Hard Numbers: QAnon in US Congress, Amazon burns, Kosovo leader resigns, Australians back Murdoch probe

A Trump supporter holds an US flag with a reference to QAnon during a Trump 2020 Labor Day cruise rally in Oregon City, Oregon. Reuters

2: Two Republican candidates who support the QAnon conspiracy theory have been elected to the US House of Representatives. Marjorie Taylor Greene (Georgia) and Lauren Boebert (Colorado) have both openly espoused QAnon, which believes President Trump is fighting a secret war against a left-wing elite "deep state" of Satan-worshipping pedophiles — and which Trump himself has refused to denounce.

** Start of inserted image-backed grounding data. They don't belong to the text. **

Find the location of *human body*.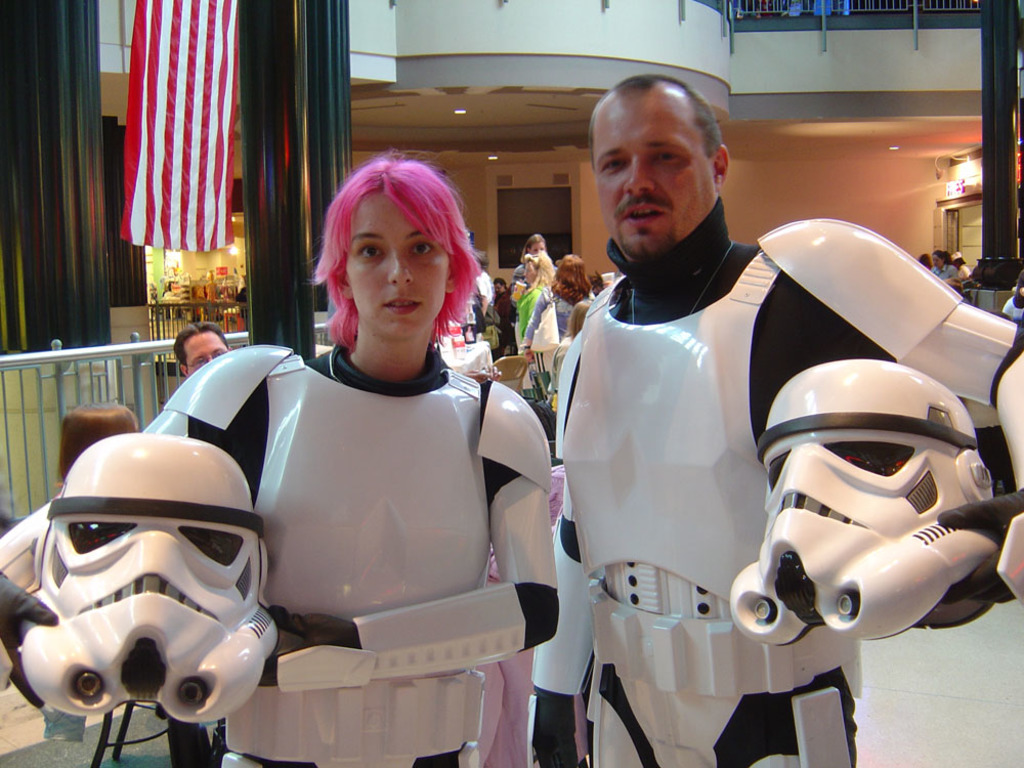
Location: BBox(173, 329, 228, 371).
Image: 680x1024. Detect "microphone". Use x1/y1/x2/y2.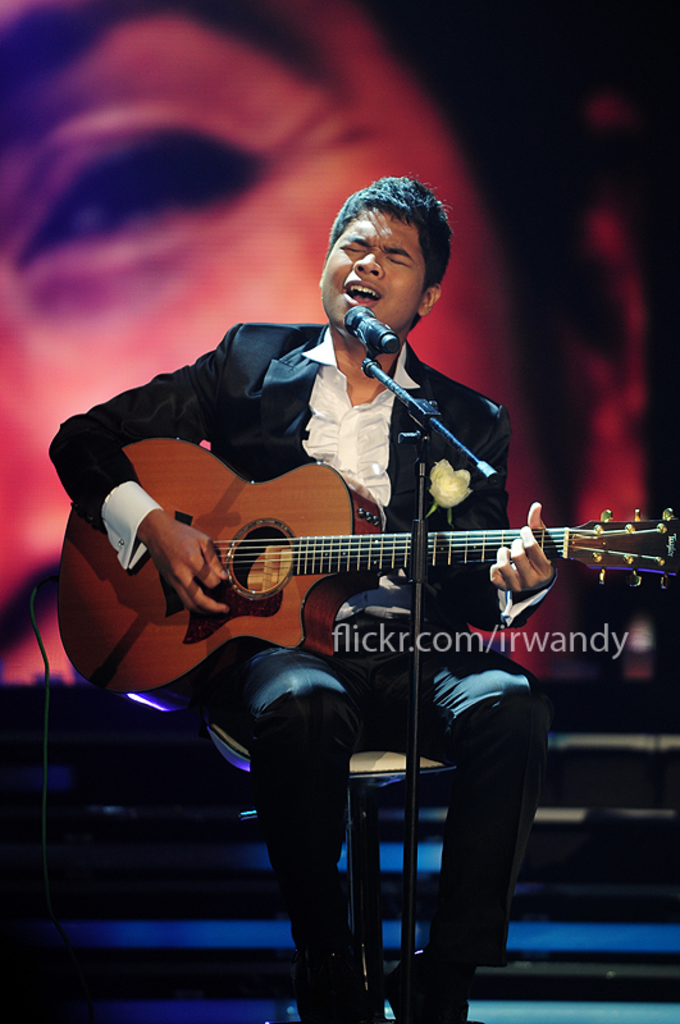
338/300/401/358.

17,326: A total of 17,326 fires burned in the Amazon the past month, more than double the amount registered a year ago. Brazilian President Jair Bolsonaro — who has called for more clearing and commercial development of the rainforest — has yet to comment on the data.

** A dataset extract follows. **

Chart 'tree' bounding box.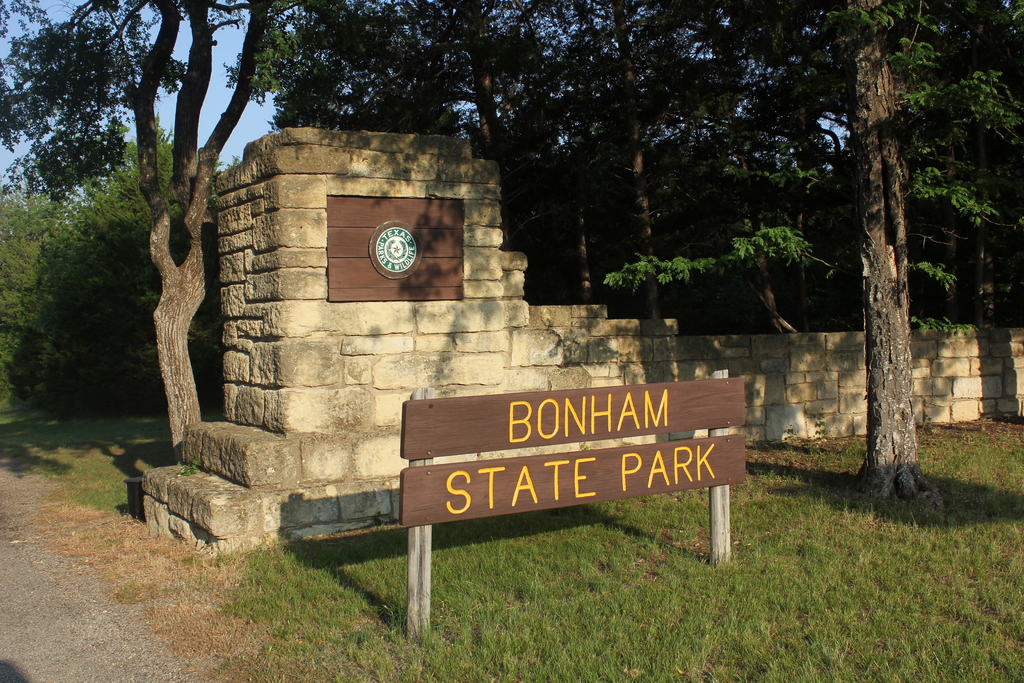
Charted: 0:120:230:420.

10: The president of Kosovo, Hashim Thaçi, has stepped down to face 10 international charges of crimes against humanity that he allegedly committed during Kosovo's independence struggle against Serbia in the late 1990s. Thaçi — a former commander of the Kosovo Liberation Army who has been in power since the end of the war — has been linked to more than a hundred murders by a special prosecutor in The Hague.

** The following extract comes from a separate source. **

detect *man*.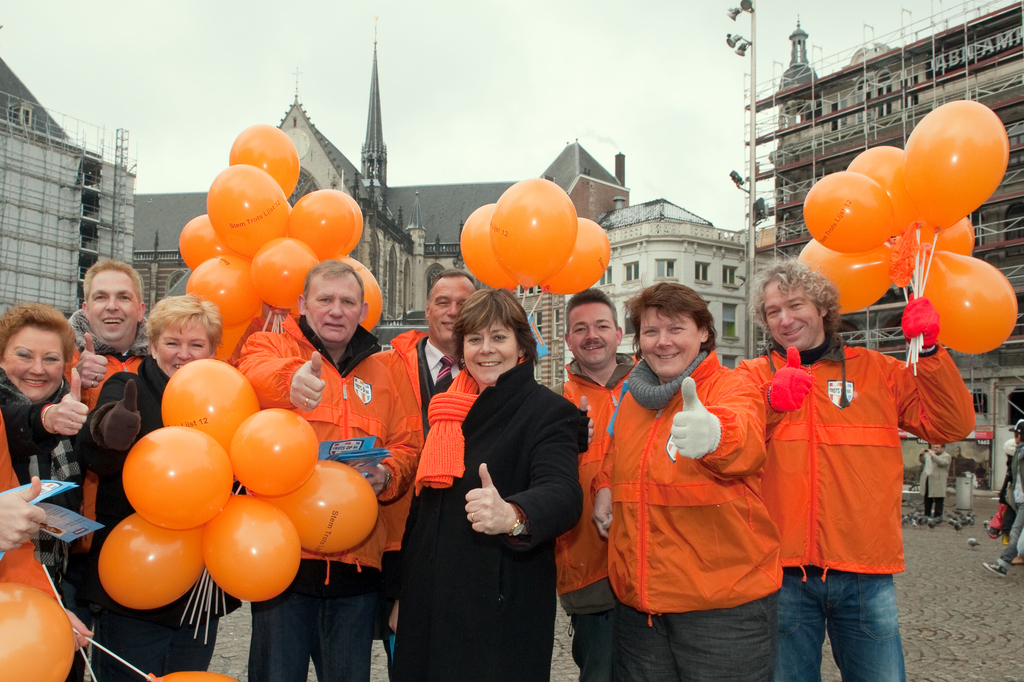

501,876: A petition for the Australian parliament to investigate the dominant position of Rupert Murdoch's News Corp empire in the country's media industry has been backed by 501,876 citizens. The petition was launched by Kevin Rudd, Australia's liberal former prime minister and a known critic of the conservative Murdoch (the media mogul also owns Fox News in the US).

More For You

India's Prime Minister Narendra Modi greets his supporters as he arrives at the Bharatiya Janata Party (BJP) headquarters, as the BJP won the Assam state assembly election and was on course to win West Bengal, in New Delhi, India, May 4, 2026.
REUTERS

India’s Modi consolidates grip after historic state election win, Venezuela and Guyana are back in court over border dispute, Trump administration weighs a hands-on approach to AI

Natalie Johnson

Canadian Prime Minister Mark Carney attended a meeting of the European Political Community in Armenia this weekend, a first by the leader of a non-European country. He was invited to discuss common interests in trade, energy, and security. In a speech that echoed his address to the World Economic Forum in Davos two months earlier, Carney called on middle powers, including Canada and European nations, to work together in the wake of disruption of the established world order — implicitly pointing to the United States. “It’s my strong personal view that the international order will be rebuilt,” he told the crowd in Yerevan, “but it will be rebuilt out of Europe.”